People who work for Intrexon aren’t satisfied with tackling a singular problem. Right now, the company is delivering an eco-friendly food grade microbe used to deliver biotherapeutics; developing a self-limiting insect that passes a lethal gene to offspring to help eliminate the vectors of dangerous diseases; and creating apple varieties that don’t brown when sliced, bitten, or bruised. And these are just a few of the creations the company is developing today.
“The field of engineering biology is expanding rapidly, but it is still underappreciated,” chief operating officer Andrew Last explains. “Intrexon’s mission is to leverage genetic tools to create products that solve some of the world’s most pressing problems, in areas as different as sustainable energy and food production.” Considering it holds the website domain DNA.com, the bold nature of the company’s goals is clear.
Intrexon’s operations are intricately integrated, similar to the double helix of DNA. Last oversees its multiple divisions and operating subsidiaries, helping increase their execution, effectiveness, and efficiency. All technologies are researched under its operating units and divisions, such as the Agricultural Biotech, Animal Sciences, Industrial Products, and Human Therapeutics divisions. Business development and delivery of solutions happens across five sectors: Health, Food, Energy, Environment, and Consumer.
Each sector head and their team are responsible for helping prospective collaborators understand its capabilities and technologies in order to find common interests. According to Last, Intrexon’s teams are usually met with excitement about the company’s know-how and platforms for product development. “There are also some challenges when creating things for the first time,” he notes.
Intrexon’s collaborative business model leverages its technology to create a broad range of products across multiple industries, and in return they are building a large, diversified portfolio of backend economics when these products are commercialized by their partners.
Intrexon has also acquired companies whose technology is at the forefront of change through the utilization of biology that they look to build upon. Two examples are Oxitec Ltd., the British company that developed the self-limiting mosquito, and Okanagan Specialty Fruits, the pioneering Canadian company behind nonbrowning Arctic apples, which will be sold in US markets this fall.
This all puts the company in a distinctive position, and while there are other companies that have technology in common with Intrexon, Last finds that Intrexon is changing the game with its innovations.
“I don’t think there’s any company out there like us,” he says. “Intrexon has an enviable portfolio of technology platforms, and few others have the comprehensive approach to the field that we do. Because we have the five different sectors and apply our technology across multiple platforms, we make significant learnings at a rapid pace. We can then apply these learnings to develop unique approaches to many problems where conventional approaches are not adequate to solve them.”
“Intrexon has an enviable portfolio of technology platforms, and few others have the comprehensive approach to the field that we do.”
Case in point: The eco-friendly food microbe that is the basis for Intrexon’s proprietary ActoBiotics platform. Originally designed to deliver human and animal biotherapeutics, it has now been engineered at Intrexon to successfully work in the protection of crops.
As recently announced by the company, initial studies validated the efficacy of dsRNA for insect control applications using this technology, and with this achievement, Intrexon’s collaboration with a leading global agricultural company has advanced to its next phase of development for bio-based crop protection solutions.
While Intrexon’s business model is carefully structured, its operations are decentralized. The CEO resides in Florida; the CFO works out of Virginia; and Last, who came to Intrexon with over thirty years of experience spanning life sciences—including biotechnology, genomics, clinical diagnostics, pharmaceuticals, and agrochemicals—is located in California.
“People working for Intrexon are in locations spanning North America, South America, and Europe,” he says. “Our diversified business model and fast-paced environment have attracted people from all backgrounds to come to work for Intrexon. They share the extraordinary passion we have about our work and commitment to build a leading global company developing important bio-solutions for present and future generations.”
Last joined Intrexon after serving as executive vice president and chief operating officer of Affymetrix, which was acquired by Thermo Fisher Scientific. He feels Intrexon’s transformative molecular and cellular technology platforms, together with its strong collaborators and partnerships, can considerably broaden the engineering of biology’s impact into new fields and “change the world in a big way.” He predicts major growth for the company in the coming years.
“I think we’re going to be a significantly larger company,” he says. “We will increase the number of collaborations we have now, as well as the number of products we have to offer. As more of our products make it into the marketplace, it will create a higher level of recognition and demand. My expectation is that, five years from now, Intrexon will be established as the ‘go-to’ company for partners who want to unlock the potential of synthetic biology.”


▸ **Work to be completed**
Please report every line of the listing below that has the word "bottom" in it.

▸ **Records for the exercise**
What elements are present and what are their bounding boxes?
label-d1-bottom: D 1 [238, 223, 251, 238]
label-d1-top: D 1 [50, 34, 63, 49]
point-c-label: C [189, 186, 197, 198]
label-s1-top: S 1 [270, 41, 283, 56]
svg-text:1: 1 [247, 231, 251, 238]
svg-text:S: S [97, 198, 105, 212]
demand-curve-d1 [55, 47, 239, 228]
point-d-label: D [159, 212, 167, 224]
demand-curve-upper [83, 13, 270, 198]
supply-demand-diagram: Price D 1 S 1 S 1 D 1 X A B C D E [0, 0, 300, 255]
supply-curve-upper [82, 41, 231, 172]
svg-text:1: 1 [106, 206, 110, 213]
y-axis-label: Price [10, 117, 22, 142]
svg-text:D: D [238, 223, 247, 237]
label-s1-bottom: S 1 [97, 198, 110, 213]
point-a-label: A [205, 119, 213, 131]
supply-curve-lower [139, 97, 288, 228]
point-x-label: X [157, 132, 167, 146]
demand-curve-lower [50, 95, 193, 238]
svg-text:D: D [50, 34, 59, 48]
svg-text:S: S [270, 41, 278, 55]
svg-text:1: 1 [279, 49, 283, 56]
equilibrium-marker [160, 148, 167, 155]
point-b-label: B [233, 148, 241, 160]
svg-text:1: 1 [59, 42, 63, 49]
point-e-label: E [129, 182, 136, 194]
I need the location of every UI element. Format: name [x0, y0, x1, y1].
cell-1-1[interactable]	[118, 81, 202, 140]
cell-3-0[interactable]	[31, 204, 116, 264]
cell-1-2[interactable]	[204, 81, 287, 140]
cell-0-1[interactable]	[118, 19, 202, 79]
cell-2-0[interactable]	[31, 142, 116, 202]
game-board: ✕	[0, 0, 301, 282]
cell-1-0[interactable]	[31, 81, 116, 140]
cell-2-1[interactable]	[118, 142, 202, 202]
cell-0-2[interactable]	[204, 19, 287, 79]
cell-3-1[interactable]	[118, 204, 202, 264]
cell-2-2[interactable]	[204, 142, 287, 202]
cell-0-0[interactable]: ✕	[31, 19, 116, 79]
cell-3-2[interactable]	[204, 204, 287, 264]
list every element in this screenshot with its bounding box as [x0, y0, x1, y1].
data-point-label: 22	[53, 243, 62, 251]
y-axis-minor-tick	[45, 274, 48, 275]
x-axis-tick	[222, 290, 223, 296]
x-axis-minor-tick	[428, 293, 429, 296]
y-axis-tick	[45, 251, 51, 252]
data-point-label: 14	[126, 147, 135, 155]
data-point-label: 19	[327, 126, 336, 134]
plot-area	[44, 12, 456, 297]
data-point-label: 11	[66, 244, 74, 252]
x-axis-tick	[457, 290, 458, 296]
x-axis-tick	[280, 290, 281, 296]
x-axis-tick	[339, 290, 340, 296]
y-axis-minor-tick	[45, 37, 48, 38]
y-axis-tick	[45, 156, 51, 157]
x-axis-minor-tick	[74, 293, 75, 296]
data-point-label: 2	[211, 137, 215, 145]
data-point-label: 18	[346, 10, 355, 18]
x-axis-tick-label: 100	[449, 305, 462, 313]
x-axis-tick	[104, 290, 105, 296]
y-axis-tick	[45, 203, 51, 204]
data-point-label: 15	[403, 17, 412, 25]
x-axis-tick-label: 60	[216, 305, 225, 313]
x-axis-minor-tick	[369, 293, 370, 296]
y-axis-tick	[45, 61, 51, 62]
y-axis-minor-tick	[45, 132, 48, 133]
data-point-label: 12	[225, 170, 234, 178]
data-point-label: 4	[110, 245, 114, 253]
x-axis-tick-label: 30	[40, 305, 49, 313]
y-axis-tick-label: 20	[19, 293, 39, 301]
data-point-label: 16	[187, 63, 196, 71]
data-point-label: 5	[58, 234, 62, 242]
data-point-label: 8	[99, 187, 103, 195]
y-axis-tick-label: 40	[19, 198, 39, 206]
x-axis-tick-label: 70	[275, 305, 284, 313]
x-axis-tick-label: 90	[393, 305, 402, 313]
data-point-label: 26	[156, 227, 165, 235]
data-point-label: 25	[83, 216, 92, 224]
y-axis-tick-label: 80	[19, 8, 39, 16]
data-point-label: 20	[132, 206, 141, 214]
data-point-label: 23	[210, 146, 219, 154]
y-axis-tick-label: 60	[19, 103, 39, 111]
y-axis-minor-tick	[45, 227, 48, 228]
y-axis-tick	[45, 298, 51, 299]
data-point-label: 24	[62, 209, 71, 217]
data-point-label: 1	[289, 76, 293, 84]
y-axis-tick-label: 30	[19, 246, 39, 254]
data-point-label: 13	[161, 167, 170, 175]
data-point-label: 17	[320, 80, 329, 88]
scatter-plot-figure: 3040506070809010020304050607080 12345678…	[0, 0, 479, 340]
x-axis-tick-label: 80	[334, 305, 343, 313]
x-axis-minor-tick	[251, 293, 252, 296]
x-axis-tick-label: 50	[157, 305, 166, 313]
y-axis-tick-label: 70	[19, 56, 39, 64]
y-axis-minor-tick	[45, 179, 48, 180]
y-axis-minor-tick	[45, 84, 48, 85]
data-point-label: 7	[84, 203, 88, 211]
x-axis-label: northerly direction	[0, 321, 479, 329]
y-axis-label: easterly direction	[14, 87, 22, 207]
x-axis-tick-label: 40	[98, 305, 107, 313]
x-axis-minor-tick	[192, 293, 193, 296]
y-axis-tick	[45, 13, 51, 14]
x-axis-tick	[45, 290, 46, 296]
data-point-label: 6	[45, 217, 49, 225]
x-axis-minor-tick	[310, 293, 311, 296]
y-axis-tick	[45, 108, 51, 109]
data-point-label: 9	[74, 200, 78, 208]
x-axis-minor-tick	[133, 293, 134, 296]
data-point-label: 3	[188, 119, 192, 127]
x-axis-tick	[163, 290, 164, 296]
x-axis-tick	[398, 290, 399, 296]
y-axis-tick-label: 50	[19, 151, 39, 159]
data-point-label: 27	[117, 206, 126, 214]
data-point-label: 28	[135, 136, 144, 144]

▸ **Reply to the task**
label-d1-bottom: D 1 [238, 223, 251, 238]
label-s1-bottom: S 1 [97, 198, 110, 213]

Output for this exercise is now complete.